Unlike kidney disease, the chronic illness that is pregnancy will mostly end after nine months, and for parents carrying wanted pregnancies, joyfully welcoming a newborn at the end of it often more than makes up for the suffering. But for those who never wanted a pregnancy and don’t want to give birth, it’s a lot to ask.

As with any major ongoing illness, the burden of symptoms during pregnancy is joined by the time and monetary cost of frequent medical visits. Auguste, the OB-GYN, estimates that most women will attend as many as 12 prenatal visits, even in a perfectly healthy pregnancy; the time includes not just the visit itself, but scans, bloodwork, time spent in the waiting room between these procedures, and, of course, the commute. Since clinics and doctor’s offices are often only open during the workday, appointments usually require taking time off work, presenting an additional challenge for women with employment insecurity or in financially precarious circumstances.

The women who aren’t able to afford time off work, transportation, or the financial cost of prenatal appointments are often already at higher risk of health problems during pregnancy, and lack of prenatal care only adds to the burden. A 2020 report by March of Dimes found that 7 million US women of childbearing age live in maternity care “deserts” without ready access to the specialists they need; in some rural counties, hospitals without obstetricians on staff may even turn away women in labor.

From Severino Wynn’s perspective, the medical system is failing these people. “Historically, hospitals and providers used this term of ‘noncompliance’ to describe people who don’t come in for prenatal care,” she says. “There’s been a movement afoot to just throw that term out the window because at the end of the day, we are not set up for people to be able to take care of themselves.” Missing prenatal care appointments can result in higher risk to the mother and baby.

Morgan, whose second pregnancy was with twins and was classified as higher risk, estimates that she spent 10 hours a week at, or in transit to and from, medical appointments. She describes how, given her issues with heart palpitations and fainting, her doctor wrote a note stating that it was medically unsafe for her to be required to stand, and asking for her workplace to provide accommodations. Despite the fact that pregnant people are legally recognized as a protected class and entitled to reasonable accommodations under the ADA, her retail workplace refused. Illegal pregnancy discrimination affects thousands of workers every year.

As with so many other health issues that primarily affect women, pregnancy can be neglected by the medical community — for example, when pregnant people are excluded from clinical trials, as they often are, drug safety for the fetus is left unclear, which can cause women to avoid necessary treatments out of fear.
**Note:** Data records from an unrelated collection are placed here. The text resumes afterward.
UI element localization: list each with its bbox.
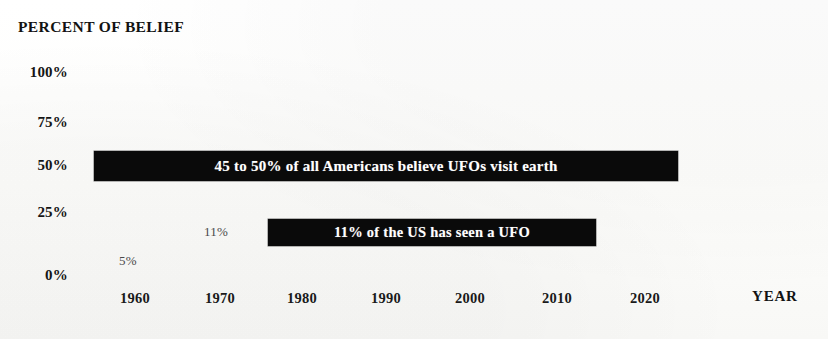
- x-tick-label-1980: 1980: [272, 290, 332, 307]
- chart-plot-area: PERCENT OF BELIEF 100% 75% 50% 25% 0% 45…: [0, 0, 828, 339]
- annotation-5-percent: 5%: [119, 253, 137, 269]
- y-tick-label-100: 100%: [8, 64, 68, 81]
- x-tick-label-2020: 2020: [615, 290, 675, 307]
- x-tick-label-1970: 1970: [190, 290, 250, 307]
- bar-seen-a-ufo[interactable]: 11% of the US has seen a UFO: [268, 219, 596, 246]
- y-tick-label-0: 0%: [8, 267, 68, 284]
- x-tick-label-2000: 2000: [440, 290, 500, 307]
- y-tick-label-75: 75%: [8, 114, 68, 131]
- bar-label: 11% of the US has seen a UFO: [334, 224, 530, 241]
- bar-belief-ufos-visit-earth[interactable]: 45 to 50% of all Americans believe UFOs …: [94, 151, 678, 181]
- x-tick-label-2010: 2010: [527, 290, 587, 307]
- x-axis-title: YEAR: [752, 288, 798, 305]
- y-tick-label-50: 50%: [8, 157, 68, 174]
- x-tick-label-1990: 1990: [356, 290, 416, 307]
- y-tick-label-25: 25%: [8, 204, 68, 221]
- annotation-11-percent: 11%: [204, 224, 228, 240]
- bar-label: 45 to 50% of all Americans believe UFOs …: [214, 158, 557, 175]
- chart-y-axis-title: PERCENT OF BELIEF: [18, 18, 184, 36]
- x-tick-label-1960: 1960: [105, 290, 165, 307]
Pregnant people can also run into problems when doctors fail to take their concerns seriously, both during and after a pregnancy.

Morgan, after her twins were born, continued to have health issues, but it wasn’t until five years later that she was diagnosed with an autoimmune condition. She feels that doctors were often condescending toward her. “I appreciate they’d gone to medical school and they’ve gotten the requisite training to be able to diagnose and treat me properly,” she says. “But at the same time, I’ve lived in my own body for 38 years. I know when something doesn’t feel right, I know when things are outside the norm, and I should be given more of a say.”

There are other policy changes that could help those in this situation: greater access to prenatal care, programs to support pregnant people in precarious life circumstances, and stronger enforcement of their existing legal rights and protections in the workplace. But ultimately, nothing will alter the fact that pregnancy is a serious medical ordeal with lasting effects, even when all goes according to plan, which is far from guaranteed. Women, who have the most context on their own lives, and judge that carrying a pregnancy to term would be damaging to their lives and future plans are often going to be right. The Dobbs verdict, in taking away the option of abortion, will inevitably end up condemning thousands to suffering through these consequences largely against their will.